By now, you have likely heard about the decision by Yahoo
CEO Marissa Mayer to end the company's work-from-home practice in June. Her official
reasons, disclosed in a much-ballyhooed internal email that leaked last week, included things like
increased collaboration from chance meetings in the hallway or cafeteria and
better teambuilding through proximity. One thing that wasn't in the memowas
something she had done prior to issuing the ruling: she checked the logs of the
Virtual Private Network (VPN) to see who was actually working.
While this was likely a very smart decision, considering that some ex-Yahoo employees insinuated that “dead wood” was hiding at home and Mayer herself said that employees weren't signing in, the fact
that Mayer checked Yahoo’s VPN logs just reinforces a widely held fear:
corporate is watching everything you do online.
Don’t think that fear is that widespread? Here is a link.
Behind this link is a gallery containing all the gratuitous scenes from every
‘80s high school-centered movie, including the Phoebe Cates/Fast Times at Ridgemont High one. Pretty tempting, no?
Did
you click? Of course not, because you know corporate is monitoring your every
mouse click, and companies make no bones about monitoring online activity,
citing “security” and, more commonly, “cost savings from lost productivity” as
they bolster the IT workload, making it a priority to block all sites not
having a relation to business activities while tracking every employee’s every
move. The actual cost savings from these lockdowns are immeasurable in most
cases, or wildly overestimated in others.
But while virtually every company can see the value in
software solutions to monitor employees’ Internet activities, they have been a
bit slower to adopt similar Telecom Expense Management solutions, even though
the features are quite similar. Someone goes to a site they’re not supposed to?
Web monitoring software sends an alert. Someone abusing their company phone
plan? TEM software sends an alert. Need to measure total bandwidth used per
employee? Web monitoring software tracks that. Need to measure total mobile
bandwidth used per employee? TEM software tracks that. Plus, TEM software will show you exactly where you are
losing money through inconsistent billing and minute/message/data overages and
overpayments.
Yahoo’s Marissa Mayer’s decision to bring all employees back
in the office came after she looked at the VPN logs to see who was actually
working from home, and the move has interpreted by a lot of business commentators as a way to gently encourage the “dead wood” employees to quit,
letting Yahoo cut excess weight without a layoff.
What's going to happen when she looks at the phone logs?
What the hell is a Yahoo?
ReplyDeleteIt's like a Yoo-Hoo, only less chocolatey.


DESCRIPTION OF THE TASK:
Scan the entries below for the word "mean" and copy every line in which it occurs.

[Dataset rows about figures]
────
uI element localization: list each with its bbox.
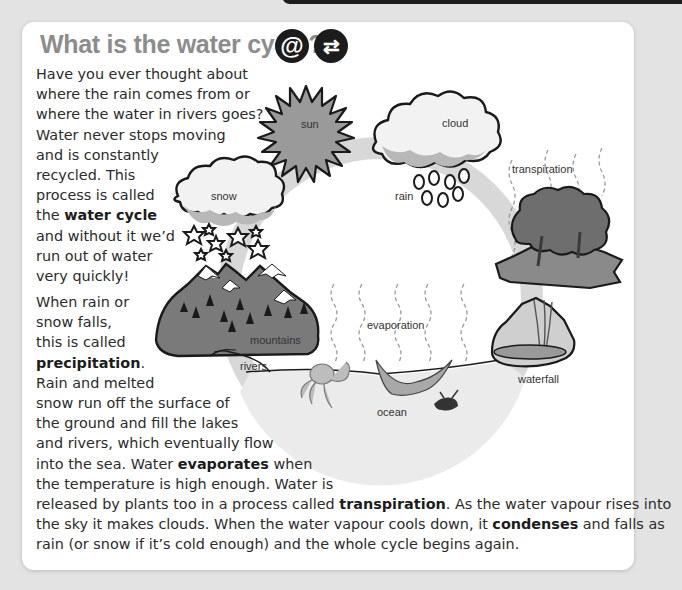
text-line-with-term: into the sea. Water evaporates when [36,454,671,474]
text-line: snow falls, [36,312,671,332]
text-line: Have you ever thought about [36,64,263,84]
text: released by plants too in a process call… [36,496,339,512]
key-term-condenses: condenses [492,516,578,532]
text-line: the ground and fill the lakes [36,413,671,433]
text-line: Rain and melted [36,373,671,393]
key-term-precipitation: precipitation [36,355,140,371]
text-line: the temperature is high enough. Water is [36,474,671,494]
text-line-with-term: the sky it makes clouds. When the water … [36,514,671,534]
text-line: very quickly! [36,266,263,286]
text-line: and rivers, which eventually flow [36,433,671,453]
text-line: recycled. This [36,165,263,185]
intro-paragraph: Have you ever thought about where the ra… [36,64,263,286]
text-line: this is called [36,332,671,352]
text-line: process is called [36,185,263,205]
label-cloud: cloud [442,117,468,129]
text-line-with-term: the water cycle [36,205,263,225]
text-line: where the rain comes from or [36,84,263,104]
explanation-paragraph: When rain or snow falls, this is called … [36,292,671,554]
key-term-transpiration: transpiration [339,496,445,512]
key-term-water-cycle: water cycle [64,207,157,223]
text: the sky it makes clouds. When the water … [36,516,492,532]
label-sun: sun [301,118,319,130]
text: . As the water vapour rises into [446,496,672,512]
text-line: and without it we’d [36,226,263,246]
text-line: where the water in rivers goes? [36,104,263,124]
swap-arrows-icon[interactable]: ⇄ [314,29,348,63]
text: . [140,355,145,371]
text-line: run out of water [36,246,263,266]
text: the [36,207,64,223]
text: when [269,456,312,472]
text-line: and is constantly [36,145,263,165]
text-line: When rain or [36,292,671,312]
raindrops [414,169,469,207]
key-term-evaporates: evaporates [178,456,269,472]
text-line-with-term: released by plants too in a process call… [36,494,671,514]
label-transpiration: transpiration [512,163,573,175]
text-line-with-term: precipitation. [36,353,671,373]
text-line: rain (or snow if it’s cold enough) and t… [36,534,671,554]
cloud-illustration [373,91,501,167]
text: and falls as [578,516,665,532]
text-line: Water never stops moving [36,125,263,145]
text: into the sea. Water [36,456,178,472]
label-rain: rain [395,190,413,202]
text-line: snow run off the surface of [36,393,671,413]
at-icon[interactable]: @ [275,29,309,63]
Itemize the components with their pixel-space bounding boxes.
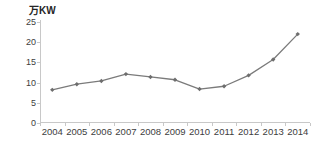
y-axis-tick-label: 0 — [31, 119, 36, 128]
data-point-marker — [75, 82, 79, 86]
x-axis-tick-label: 2013 — [263, 127, 284, 137]
y-axis-tick-label: 10 — [26, 78, 36, 87]
y-axis-tick-label: 15 — [26, 58, 36, 67]
x-axis-tick-label: 2007 — [115, 127, 136, 137]
data-series — [40, 22, 310, 123]
y-axis-unit-label: 万KW — [29, 5, 56, 17]
y-axis-tick-label: 20 — [26, 38, 36, 47]
y-axis-tick-label: 25 — [26, 18, 36, 27]
y-axis-tick-label: 5 — [31, 98, 36, 107]
x-axis-tick-label: 2009 — [164, 127, 185, 137]
x-axis-tick-label: 2012 — [238, 127, 259, 137]
x-axis-tick-label: 2008 — [140, 127, 161, 137]
data-point-marker — [50, 88, 54, 92]
x-axis-tick-label: 2005 — [66, 127, 87, 137]
plot-area: 0510152025 20042005200620072008200920102… — [40, 22, 310, 123]
x-axis-tick-label: 2014 — [287, 127, 308, 137]
x-axis-tick-label: 2011 — [214, 127, 234, 137]
x-axis-tick-label: 2004 — [42, 127, 63, 137]
data-point-marker — [148, 75, 152, 79]
x-axis-tick-label: 2010 — [189, 127, 210, 137]
x-axis-tick-mark — [310, 123, 311, 126]
line-chart: 万KW 0510152025 2004200520062007200820092… — [0, 0, 317, 155]
x-axis-tick-label: 2006 — [91, 127, 112, 137]
data-point-marker — [197, 87, 201, 91]
data-point-marker — [124, 72, 128, 76]
data-point-marker — [222, 84, 226, 88]
x-axis-tick-mark — [212, 123, 213, 126]
data-point-marker — [173, 78, 177, 82]
data-point-marker — [99, 79, 103, 83]
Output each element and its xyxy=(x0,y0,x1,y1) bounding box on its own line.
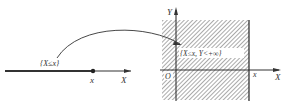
y-axis-label: Y xyxy=(167,7,173,17)
point-marker xyxy=(91,69,95,73)
diagram-canvas: x X {X≤x} Y X O x {X≤x, Y<+∞} xyxy=(0,0,286,104)
x-axis-arrow-icon xyxy=(124,69,131,73)
x-axis-label: X xyxy=(274,72,281,82)
y-axis-arrow-icon xyxy=(174,7,178,15)
hatched-region xyxy=(162,20,249,100)
mapping-arrow xyxy=(57,30,180,58)
point-label: x xyxy=(89,75,94,85)
origin-label: O xyxy=(165,72,171,81)
boundary-label: x xyxy=(252,70,257,79)
event-label: {X≤x} xyxy=(40,59,60,68)
left-number-line xyxy=(5,69,131,73)
region-label: {X≤x, Y<+∞} xyxy=(180,49,221,58)
left-axis-label: X xyxy=(120,75,127,85)
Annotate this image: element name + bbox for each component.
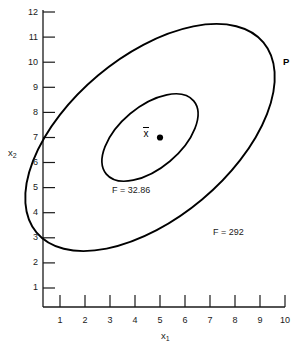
y-axis-ticks <box>43 12 55 288</box>
x-tick-label-4: 4 <box>126 316 144 325</box>
y-tick-label-4: 4 <box>20 208 38 217</box>
y-tick-label-1: 1 <box>20 283 38 292</box>
y-tick-label-12: 12 <box>20 8 38 17</box>
point-p-label: P <box>283 57 289 67</box>
outer-contour-label: F = 292 <box>213 228 244 237</box>
x-tick-label-10: 10 <box>276 316 294 325</box>
axes-group <box>43 10 285 307</box>
x-tick-label-2: 2 <box>76 316 94 325</box>
y-tick-label-8: 8 <box>20 108 38 117</box>
y-tick-label-10: 10 <box>20 58 38 67</box>
mean-point-marker <box>157 134 163 140</box>
mean-symbol: x <box>143 129 149 139</box>
contour-plot-svg <box>0 0 297 345</box>
x-axis-ticks <box>60 295 285 307</box>
y-tick-label-9: 9 <box>20 83 38 92</box>
inner-contour-label: F = 32.86 <box>112 186 150 195</box>
x-tick-label-9: 9 <box>251 316 269 325</box>
mean-vector-label: x <box>143 127 149 139</box>
y-tick-label-11: 11 <box>20 33 38 42</box>
x-tick-label-5: 5 <box>151 316 169 325</box>
y-axis-title: x2 <box>8 148 17 158</box>
x-tick-label-3: 3 <box>101 316 119 325</box>
x-tick-label-6: 6 <box>176 316 194 325</box>
x-tick-label-7: 7 <box>201 316 219 325</box>
y-tick-label-2: 2 <box>20 258 38 267</box>
y-tick-label-6: 6 <box>20 158 38 167</box>
x-tick-label-8: 8 <box>226 316 244 325</box>
figure-container: 12 11 10 9 8 7 6 5 4 3 2 1 1 2 3 4 5 6 7… <box>0 0 297 345</box>
x-tick-label-1: 1 <box>51 316 69 325</box>
y-tick-label-5: 5 <box>20 183 38 192</box>
contour-ellipse-outer <box>0 0 297 295</box>
y-tick-label-3: 3 <box>20 233 38 242</box>
x-axis-title: x1 <box>161 331 170 341</box>
y-tick-label-7: 7 <box>20 133 38 142</box>
contour-ellipse-inner <box>86 77 213 198</box>
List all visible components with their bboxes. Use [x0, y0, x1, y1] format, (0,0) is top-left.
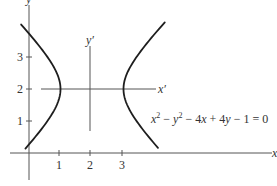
x-axis-label: x [271, 146, 277, 160]
eq-plus-4: + 4 [207, 112, 226, 126]
x-tick-label-2: 2 [87, 158, 93, 172]
y-prime-axis-label: y′ [85, 33, 94, 47]
eq-minus-1: − [160, 112, 173, 126]
y-tick-label-2: 2 [17, 82, 23, 96]
y-tick-label-1: 1 [17, 114, 23, 128]
eq-minus-1-equals-0: − 1 = 0 [231, 112, 269, 126]
hyperbola-diagram: 1 2 3 1 2 3 y x x′ y′ x2 − y2 − 4x + 4y … [0, 0, 277, 186]
y-tick-label-3: 3 [17, 50, 23, 64]
x-tick-label-1: 1 [56, 158, 62, 172]
x-tick-label-3: 3 [119, 158, 125, 172]
x-prime-axis-label: x′ [157, 82, 166, 96]
eq-minus-4: − 4 [182, 112, 201, 126]
hyperbola-left-branch [21, 25, 60, 149]
equation-label: x2 − y2 − 4x + 4y − 1 = 0 [150, 111, 268, 126]
y-axis-label: y [25, 0, 32, 6]
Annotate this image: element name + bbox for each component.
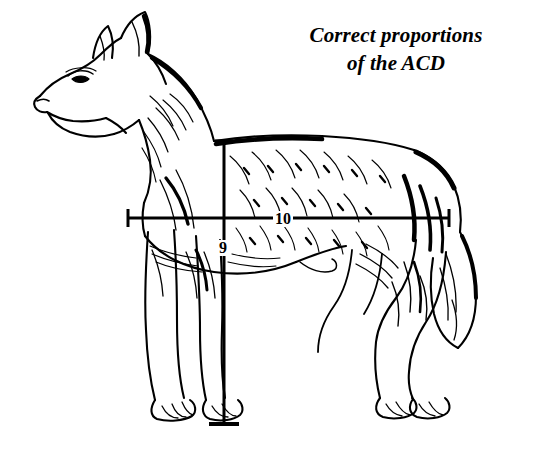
────
RESULT OF THE EXERCISE:
mean-point-marker <box>157 134 163 140</box>
mean-symbol: x <box>143 129 149 139</box>
mean-vector-label: x <box>143 127 149 139</box>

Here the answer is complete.